Thursday, 9 March 2017

LOGAN - Review By Greg Klymkiw - Dreadfully Directed Action Scenes Drag Picture Down

It sure would be nice to see this grizzled mug in a real movie.

Logan (2017)
Dir. James Mangold
Scr. Mangold, Scott Frank, Michael Green
Starring: Hugh Jackman, Patrick Stewart, Boyd Holbrook, Stephen Merchant,
Richard E. Grant, Dafne Keen, Eriq La Salle, Elizabeth Rodriguez

Review By Greg Klymkiw

Logan is the best X-Men movie ever made, but that's not really saying much since all of them have been pretty unwatchable to date. This "final" installment in the long-running film series based upon the Marvel Comics adventures of crime-fighting mutants has one big thing going for it - star Hugh Jackman.

Living in hiding as an anonymous limousine driver in Texas, our title character is slowly dying from the adamantium coursing through his veins. His ability to heal from wounds is seriously affected by this. He's caring for the dementia-riddled telepath Charles Xavier (Patrick Stewart), who lives secretly in a dusty, rusting old factory just across the border in Mexico. Logan reluctantly becomes the chief protector of little girl Laura (Dafne Keen), a "wolverine" mutant just like he is. Pursued by the evil cybergenetic mutant Donald Pierce (Boyd Holbrook) and scumbag Transigen Corporation mad scientist Zander Rice (Richard E. Grant) and the mutant-tracking Caliban (Stephen Merchant), our three heroes hit the highways and byways of America in search of a mutant paradise called Eden (existing across the northern border in Canada, no less).

It's a road movie punctuated by several ultra-violent set pieces.

Cute little girl a baby Wolverine with deadly moves.

The picture isn't really any good - the action scenes are all directed mostly in closeups and medium shots with far-too-much herky-jerky camera moves and ADHD-infused editing and the script defies the most basic logic of the premise it sets up. Since Logan is all too aware that they're being meticulously tracked, it seems especially dopey that he allows himself, the old man and little girl to hunker down with an innocent farming family for an evening on the road to Mutant Mecca.

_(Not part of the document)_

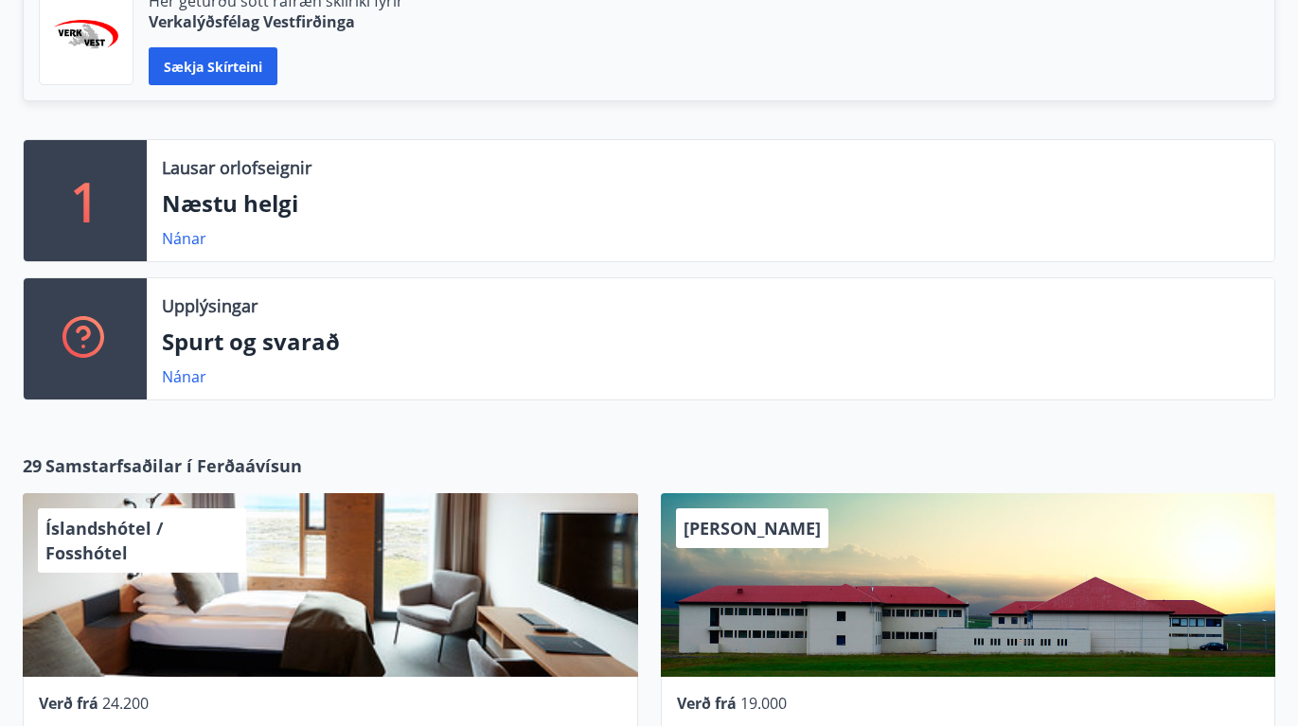 This screenshot has height=726, width=1298. What do you see at coordinates (32, 466) in the screenshot?
I see `span: 29` at bounding box center [32, 466].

Surely he knows deadly harm will come to the family - and, of course, it does.

There isn't a single unpredictable moment in the whole narrative. Given the overwhelming portent of co-writer and director James Mangold's mise-en-scene, it's also obvious that Logan and Xavier are doomed. Given that it's a superhero movie and that more sequels and/or a reboot are just around the corner, it's also obvious that the little girl and a whole whack of her mutant kidlet friends will beat the bad guys and make their way to asylum in Canada.

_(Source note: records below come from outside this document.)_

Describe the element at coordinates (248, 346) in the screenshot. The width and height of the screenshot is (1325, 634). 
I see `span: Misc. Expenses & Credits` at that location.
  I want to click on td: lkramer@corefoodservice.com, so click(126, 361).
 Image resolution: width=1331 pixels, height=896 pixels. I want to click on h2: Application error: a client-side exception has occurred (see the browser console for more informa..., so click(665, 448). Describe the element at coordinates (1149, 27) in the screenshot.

The predictability factor in movies like this goes without saying, so it seems silly to dump on Logan just for that. What can receive a nice smelly turd-release is that the movie fails as a decent rollercoaster ride since Mangold simply has no talent for staging action scenes - all of which are a total mess. Given the astonishing craft of action movies like John Wick and its sequel, when will the studios realize they need to hire directors who know how to direct action? The math on this is pretty simple - long shots, longer takes, first-rate stunt work, a solid sense of geography and edits that are "story" influenced, not merely kinetic.

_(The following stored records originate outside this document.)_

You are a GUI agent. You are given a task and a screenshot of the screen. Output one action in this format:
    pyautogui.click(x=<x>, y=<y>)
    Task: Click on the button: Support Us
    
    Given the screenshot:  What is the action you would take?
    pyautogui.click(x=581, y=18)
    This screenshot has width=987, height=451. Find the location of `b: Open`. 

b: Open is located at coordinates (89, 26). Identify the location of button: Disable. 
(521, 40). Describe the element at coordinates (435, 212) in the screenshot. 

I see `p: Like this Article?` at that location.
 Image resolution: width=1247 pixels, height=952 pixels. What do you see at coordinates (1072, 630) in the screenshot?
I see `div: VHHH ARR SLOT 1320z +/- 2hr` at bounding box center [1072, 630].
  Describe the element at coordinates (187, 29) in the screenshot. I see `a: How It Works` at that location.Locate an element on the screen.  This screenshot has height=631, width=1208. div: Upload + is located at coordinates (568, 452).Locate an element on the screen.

Well, the math might be simple, but it takes the cinematic equivalent to Einstein to pull it off with aplomb (something Mangold is bereft of). Not that previous X-Men helmsman Bryan Singer is God's Gift to cinema, but even he has certain basic skills to carry this sort of thing off with a relative degree of competence. What Singer lacks is anything resembling a distinctive voice. Mangold, for better or worse, has one - his pictures all have a dreariness to them that borders on, interesting (not really a compliment), but which tends to have some effect in his chamber pieces like Cop Land, his 3:10 To Yuma remake and even his first foray into X-Men territory The Wolverine. He's kind of like Christopher Nolan, but with far less in the way of pretension (and unlike Nolan, he occasionally displays something resembling a sense of humour - a bit dry, but it's there at least).

Logan does, however, have the estimable Hugh Jackman at its core. Jackman has genuine star power. The camera loves him and he's a much better actor than most of his films allow him to be. And Good God, the man is aging beautifully. Clint Eastwood has thirty years on the guy, but Jackman is giving that delicious old coot a decent run for his money in the brawny decrepitude department.

Someday, Jackman will star in a real movie. Maybe he will even play Clint Eastwood's son or baby brother someday. I look forward to that movie.

THE FILM CORNER RATING: ** Two-Stars

Logan is in wide release via 20th Century Fox.